Question relating to compensation in family reunification case. Basis of liability/statute-barring.

Case no. 185/2011
Judgment delivered on 27 September 2013.

A and B
vs.
the Ministry of Justice

A fled from Sri Lanka in 1995 and was granted a residence permit as a refugee in Denmark in 1997. On 15 January 2003, A was married to B in Thailand. On 28 January 2003, B, who was born and raised in Sri Lanka, then applied for family reunification with A.

On 19 March 2003, the Danish Immigration Service rejected the application for a residence permit, and on 14 June 2004, the Ministry of Refugees, Immigration and Integration Affairs upheld this decision. However, on 17 August 2004, the Ministry of Integration Affairs reopened the case due to information on A and B's joint residence in Denmark and the birth of their mutual child and on 23 May 2005 returned the case to the Danish Immigration Service, asking the Service to issue a residence permit, which it did on 6 July 2005.

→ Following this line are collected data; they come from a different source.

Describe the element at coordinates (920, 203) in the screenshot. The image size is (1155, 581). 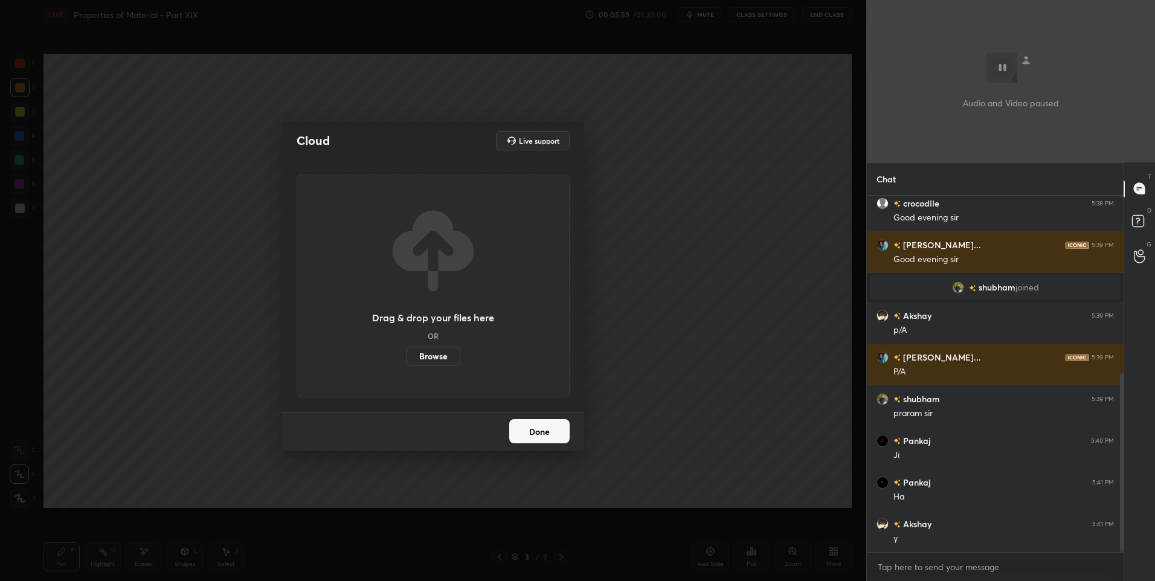
I see `h6: crocodile` at that location.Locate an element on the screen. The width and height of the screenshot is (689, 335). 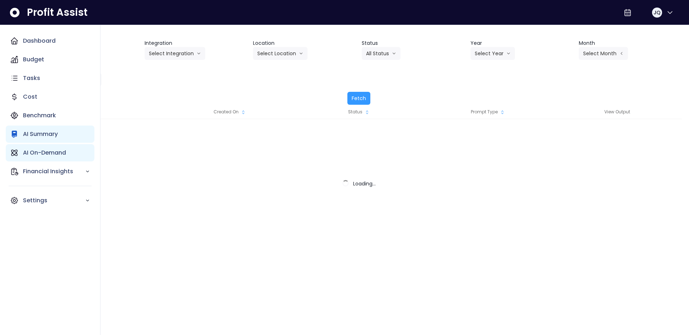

Several years later, A and B claimed compensation, stating that they had had a legal claim for family reunification and that due to obvious errors on the part of the authorities, B's application for a residence permit was rejected on 14 June 2004 and that the practice at the time was in contravention of, e.g., Article 8 of the European Human Rights Convention.

In relation to the question of statute-barring, the Supreme Court held, among other things, that the claim occurred on 14 June 2004 when the Ministry of Integration Affairs upheld the Danish Immigration Service's rejection of the application for a residence permit. The majority of the claims (claims no. 2 and 3) were therefore statute-barred when the case was brought on 24 August 2009. The Supreme Court stated that in relation to claim no. 1 relating to medical bills totalling DKK 1,450 there was not sufficient basis to establish that the errors made by the Ministry of Integration Affairs in its decision of 14 June 2004 had given rise to liability.

The Supreme Court then dismissed the claim against the Ministry of Justice.

The High Court had reached the same conclusion.